Micro Jumps, Macro Humps: Monetary Policy and Business Cycles in an Estimated HANK Model
Adrien Auclert,
Matthew Rognlie and
Ludwig Straub
No 26647, NBER Working Papers from National Bureau of Economic Research, Inc
Abstract:
We estimate a Heterogeneous-Agent New Keynesian model with sticky household expectations that matches existing microeconomic evidence on marginal propensities to consume and macroeconomic evidence on the impulse response to a monetary policy shock. Our estimated model uncovers a central role for investment in the transmission mechanism of monetary policy, as high MPCs amplify the investment response in the data. This force also generates a procyclical response of consumption to investment shocks, leading our model to infer a central role for these shocks as a source of business cycles.
JEL-codes: E21 E22 E32 E43 E52 E70 (search for similar items in EconPapers)
Date: 2020-01
New Economics Papers: this item is included in nep-cba, nep-dge, nep-mac, nep-mon and nep-ore
Note: EFG ME
References: View references in EconPapers View complete reference list from CitEc
Citations: View citations in EconPapers (100)
Downloads: (external link)
http://www.nber.org/papers/w26647.pdf (application/pdf)
Related works:
Working Paper: Micro Jumps, Macro Humps: Monetary Policy and Business Cycles in an Estimated HANK Model (2020) 
Working Paper: Micro Jumps, Macro Humps: Monetary Policy and Business Cycles in an Estimated HANK Model (2020) 
Working Paper: Micro Jumps, Macro Humps: monetary policy and business cycles in an estimated HANK model (2019) 
This item may be available elsewhere in EconPapers: Search for items with the same title.
Export reference: BibTeX
RIS (EndNote, ProCite, RefMan)
HTML/Text
Persistent link: https://EconPapers.repec.org/RePEc:nbr:nberwo:26647
Ordering information: This working paper can be ordered from
http://www.nber.org/papers/w26647
Access Statistics for this paper
More papers in NBER Working Papers from National Bureau of Economic Research, Inc National Bureau of Economic Research, 1050 Massachusetts Avenue Cambridge, MA 02138, U.S.A.. Contact information at EDIRC.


Task details:
Search the records below for the word "axis". Pull out each line that has it.

[[ Given data open ]]

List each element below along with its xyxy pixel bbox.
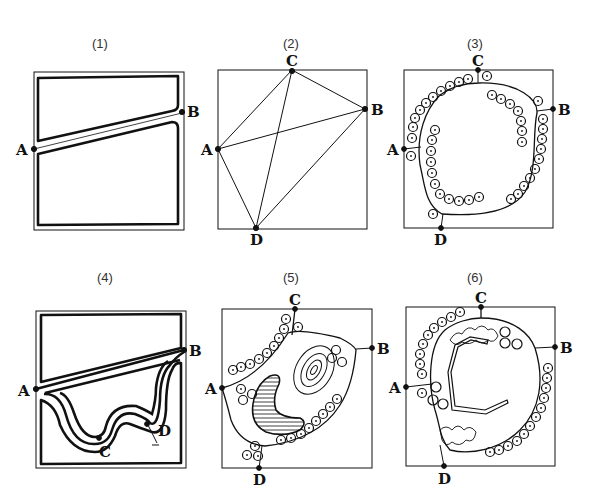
panel-3-point-b: B (558, 101, 571, 119)
panel-4-point-d: D (158, 422, 171, 440)
panel-2-point-c: C (286, 52, 298, 70)
panel-6-point-c: C (475, 289, 487, 307)
panel-1 (31, 72, 184, 230)
panel-3 (402, 68, 556, 231)
panel-6-point-b: B (560, 339, 573, 357)
panel-3-point-a: A (386, 141, 399, 159)
panel-5-point-d: D (253, 471, 266, 489)
panel-5-point-a: A (204, 380, 217, 398)
site-plan-figure: A B A B C D (0, 0, 591, 502)
panel-1-point-b: B (187, 103, 200, 121)
panel-1-point-a: A (15, 141, 28, 159)
panel-2-point-a: A (200, 141, 213, 159)
panel-2-point-b: B (371, 101, 384, 119)
panel-6-point-a: A (388, 379, 401, 397)
panel-5-point-c: C (289, 291, 301, 309)
panel-6-point-d: D (438, 470, 451, 488)
panel-2 (215, 68, 367, 230)
panel-5-point-b: B (377, 340, 390, 358)
panel-4-point-c: C (99, 443, 111, 461)
panel-4-point-b: B (189, 342, 202, 360)
panel-3-point-d: D (434, 231, 447, 249)
panel-3-point-c: C (472, 52, 484, 70)
panel-5 (220, 307, 375, 471)
panel-4-point-a: A (17, 382, 30, 400)
panel-2-point-d: D (250, 231, 263, 249)
panel-6 (404, 305, 558, 469)
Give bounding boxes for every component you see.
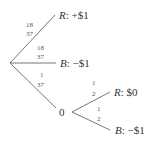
svg-text:1: 1 [97,105,101,113]
svg-text:1: 1 [92,79,96,87]
branch-zero-to-b [72,112,110,130]
svg-text:2: 2 [97,115,101,123]
svg-text:18: 18 [37,44,45,52]
prob-root-r: 18 37 [26,21,34,38]
prob-root-zero: 1 37 [37,71,45,89]
svg-text:37: 37 [37,53,45,61]
svg-text:37: 37 [37,81,45,89]
node-zero: 0 [59,106,65,118]
leaf-r-zero: R: $0 [113,86,138,98]
leaf-b-minus1-sub: B: −$1 [115,124,145,136]
svg-text:2: 2 [92,90,96,98]
prob-zero-r: 1 2 [92,79,96,98]
svg-text:37: 37 [26,30,34,38]
tree-svg: 18 37 18 37 1 37 1 2 1 2 R: +$1 B: −$1 0… [0,0,149,150]
prob-root-b: 18 37 [37,44,45,61]
probability-tree-diagram: 18 37 18 37 1 37 1 2 1 2 R: +$1 B: −$1 0… [0,0,149,150]
svg-text:18: 18 [26,21,34,29]
leaf-b-minus1: B: −$1 [60,57,90,69]
branch-root-to-zero [10,63,56,108]
svg-text:1: 1 [40,71,44,79]
branch-zero-to-r [72,92,110,112]
prob-zero-b: 1 2 [97,105,101,123]
leaf-r-plus1: R: +$1 [58,9,89,21]
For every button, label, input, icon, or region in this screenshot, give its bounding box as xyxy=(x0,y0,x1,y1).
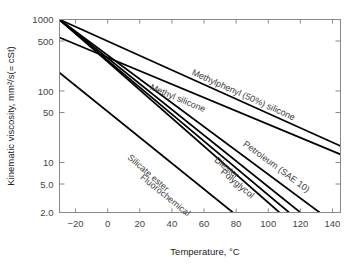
curve-labels-group: Methylphenyl (50%) siliconeMethyl silico… xyxy=(126,67,312,218)
y-axis-tick-labels: 100050010050105.02.0 xyxy=(32,14,53,218)
x-tick-label: −20 xyxy=(67,218,83,229)
y-tick-label: 5.0 xyxy=(40,179,53,190)
x-tick-label: 40 xyxy=(167,218,178,229)
kinematic-viscosity-chart: Methylphenyl (50%) siliconeMethyl silico… xyxy=(0,0,354,264)
x-axis-title: Temperature, °C xyxy=(170,246,239,257)
series-line: Diester xyxy=(60,20,301,213)
series-line: Methylphenyl (50%) silicone xyxy=(60,20,341,147)
curve-label-petroleum-sae-10: Petroleum (SAE 10) xyxy=(241,139,311,195)
y-tick-label: 500 xyxy=(38,36,54,47)
x-tick-label: 100 xyxy=(260,218,276,229)
chart-canvas: Methylphenyl (50%) siliconeMethyl silico… xyxy=(0,0,354,264)
x-axis-tick-labels: −20020406080100120140 xyxy=(67,218,340,229)
x-tick-label: 60 xyxy=(199,218,210,229)
x-tick-label: 80 xyxy=(231,218,242,229)
y-axis-title: Kinematic viscosity, mm²/s(= cSt) xyxy=(5,46,16,185)
x-tick-label: 120 xyxy=(292,218,308,229)
curve-label-fluorochemical: Fluorochemical xyxy=(139,172,193,218)
y-tick-label: 2.0 xyxy=(40,207,53,218)
y-tick-label: 100 xyxy=(38,86,54,97)
x-tick-label: 0 xyxy=(105,218,110,229)
y-tick-label: 1000 xyxy=(32,14,53,25)
x-tick-label: 140 xyxy=(325,218,341,229)
y-tick-label: 50 xyxy=(43,107,54,118)
y-tick-label: 10 xyxy=(43,157,54,168)
x-tick-label: 20 xyxy=(134,218,145,229)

[[ Given data closed ]]

Expected answer:
y-axis-tick-labels: 100050010050105.02.0 xyxy=(32,14,53,218)
x-axis-title: Temperature, °C xyxy=(170,246,239,257)
x-axis-tick-labels: −20020406080100120140 xyxy=(67,218,340,229)
y-axis-title: Kinematic viscosity, mm²/s(= cSt) xyxy=(5,46,16,185)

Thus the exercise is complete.